Living in these conditions, asylum seekers in Germany have become very charitable towards each other. Unlike other European countries, here the sans papiers swap and share everything., from cooking utensils to cigarette stubs, medicines, clothes and money is even collected to pay whoever tidies up the room. This kind of solidarity is even more common among migrants originating from the same country or region or who speak the same language. It is not uncommon to find preachers either.

God, wedding and friends

The asylum seekers here visit four different Evangelical churches, not because they love God but because they hope they might find a woman willing to marry them, which would mean a guaranteed visa. “All is allowed when searching for the Grail” says Stanley, a Nigerian. “An illegal immigrant can’t afford the luxury of missing out on opportunities, even those that might present themselves in an Evangelical church”.
Stanley’s story offers another glimpse of the odyssey lived by illegal immigrants in Europe. Nigerian of origin, he arrived in Germany for the first time with a fake name, pretending to be a citizen of Sierra Leone. “At the time it was far easier to be granted refugee status if you were from Sierra Leone. But a lung infection forced me to return to Nigeria because the Germans didn’t want to look after me”. He waited for another six years before trying again. “I chose Norway because I knew that there were very lung doctors there”. While he waited to receive refugee status, Stanley managed to get by in Oslo with short term, under the table jobs.

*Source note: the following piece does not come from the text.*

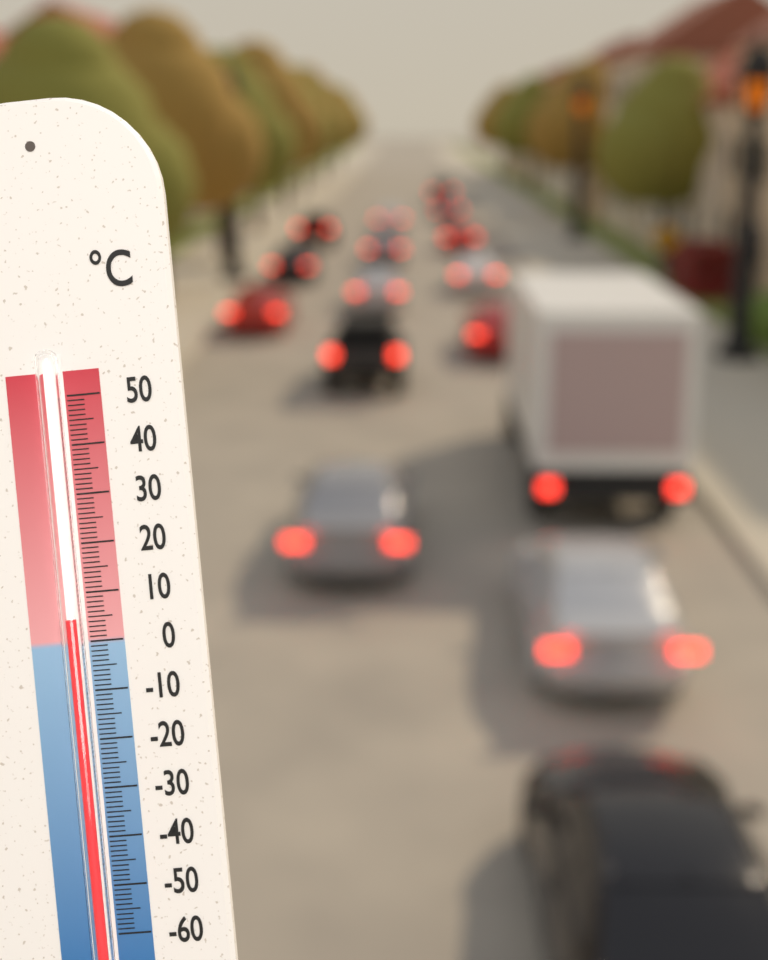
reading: 5 °C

Stanley and the EURODAC system

“But one day the Norwegian police arrested me. They had been following me for a while”. In prison he discovered that his fingerprints had been found on the EURODAC system, the European database based in Luxembourg that collects the fingerprints of all people seeking political asylum and who entered into Europe illegally. “Because Germany was my first point of entry, Germany was the country that had to deal with my request”.
Like all the other candidate-refugees, Stanley receives 41 euros to call his relatives or buy soap, toothpaste or clothes. But most people spend the money they receive on alcohol and cigarettes. “Drinking and smoking help me to deal with the stress and to forget about the horrible conditions I live in”, says Hamza. After all it took some of the refugees six years to get into Germany, without any kind of guarantee that they would eventually be allowed to stay legally. Many of them sold everything they owned, others are in a lot of debt. “I had to sell my business and borrow 3 thousand euros to get to Europe” says Hamza. Today I receive 50 euros a month and I am forced to stand in line for my food. What kind of a life is it?”.
Another thing illegal migrants have to think about is what story to make up to be granted refugee status. Often people are sent back to Africa because most asylum seekers are actually economic migrants who have no political reasons whatsoever for leaving but are simply looking to improve their quality of life. As they await authorization to stay in Europe, some illegal immigrants end up selling drugs or becoming prostitutes. “After all the risks we have been through to get here, it is the lesser evil” says Abou, a huge Gambian. “There are very few alternatives”.